Providing a comprehensive and accessible orientation to the field of medieval manuscript studies, this lavishly illustrated book by Raymond Clemens and Timothy Graham is unique among handbooks on paleography, codicology, and manuscript illumination in its scope and level of detail. It will be of immeasurable help to students in history, art history, literature, and religious studies who are encountering medieval manuscripts for the first time, while also appealing to advanced scholars and general readers interested in the history of the book before the age of print.

Introduction to Manuscript Studies features three sections:

  • Part 1, “Making the Medieval Manuscript,” offers an in-depth examination of the process of manuscript production, from the preparation of the writing surface through the stages of copying the text, rubrication, decoration, glossing, and annotation to the binding and storage of the completed codex.
  • Part 2, “Reading the Medieval Manuscript,” focuses on the skills necessary for the successful study of manuscripts, with chapters on transcribing and editing; reading texts damaged by fire, water, insects, and other factors; assessing evidence for origin and provenance; and describing and cataloguing manuscripts. This part ends with a survey of sixteen medieval scripts dating from the eighth to the fifteenth century.
  • Part 3, “Some Manuscript Genres,” provides an analysis of several of the most frequently encountered types of medieval manuscripts, including Bibles and biblical concordances, liturgical service books, Books of Hours, charters and cartularies, maps, and rolls and scrolls. The book concludes with an extensive glossary, a guide to dictionaries of medieval Latin, and a bibliography subdivided and keyed to the subsections of the volume’s chapters.

Every chapter in this magisterial guidebook features numerous color plates that exemplify each aspect described in the text and are drawn primarily from the collections of the Newberry Library in Chicago and the Parker Library of Corpus Christi College, Cambridge.

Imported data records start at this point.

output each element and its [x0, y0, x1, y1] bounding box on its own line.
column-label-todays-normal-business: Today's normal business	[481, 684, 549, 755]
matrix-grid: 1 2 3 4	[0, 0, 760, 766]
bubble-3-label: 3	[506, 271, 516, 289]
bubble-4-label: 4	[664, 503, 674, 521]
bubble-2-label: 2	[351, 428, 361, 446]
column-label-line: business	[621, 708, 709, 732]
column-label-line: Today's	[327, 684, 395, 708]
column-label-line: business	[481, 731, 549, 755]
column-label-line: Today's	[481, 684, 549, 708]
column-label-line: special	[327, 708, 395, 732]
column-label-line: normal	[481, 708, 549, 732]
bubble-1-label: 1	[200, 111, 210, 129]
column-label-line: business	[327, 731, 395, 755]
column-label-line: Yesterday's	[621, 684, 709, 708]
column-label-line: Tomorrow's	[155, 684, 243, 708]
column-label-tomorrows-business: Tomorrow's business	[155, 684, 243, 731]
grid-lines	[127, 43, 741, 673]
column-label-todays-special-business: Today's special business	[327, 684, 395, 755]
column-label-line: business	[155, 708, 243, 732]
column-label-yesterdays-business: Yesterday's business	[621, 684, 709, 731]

Review: I bought this book for what it had to say about illuminated manuscripts and as an introduction to a course on paleography which I am about to undertake. I recommend it for anyone who, like me, is a newcomer to understanding how medieval manuscripts were made and how to understand them. It does two things brilliantly: first, it offers a well-written introduction which goes into a great deal of detail without becoming clogged up – the logical narrative is clear and comprehensible; second, it offers copious illustration in high definition. One section, on different medieval scripts, is almost as good as having the originals there with you on your desk. The quality of production is very high – wonderful illustrations and clear, well-designed text. There’s a useful glossary, a huge bibliography, and an exhaustive index. If I have a criticism it is that almost all the examples used are from the Newberry Library in Chicago – but that’s the point, really: it’s the Newberry Library’s production and, given that, it does the job excellently. I love this scholarly and careful book because it deals with a sometimes recondite subject in a fresh, lively and engaged way. Anyone vaguely interested in getting to know more about medieval manuscripts who comes upon this book will, I’m sure, become hooked.

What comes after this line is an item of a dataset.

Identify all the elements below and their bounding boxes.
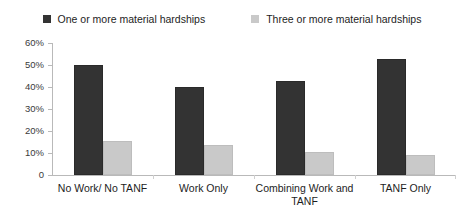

Raymond Clemens is Associate Professor of History at Illinois State University and former Acting Director of the Newberry Library’s Center for Renaissance Studies. Timothy Graham is Director of the Institute for Medieval Studies and Associate Professor of History at the University of New Mexico. He is the editor of The Recovery of Old English: Anglo-Saxon Studies in the Sixteenth and Seventeenth Centuries and coeditor of Medieval Art: Recent Perspectives.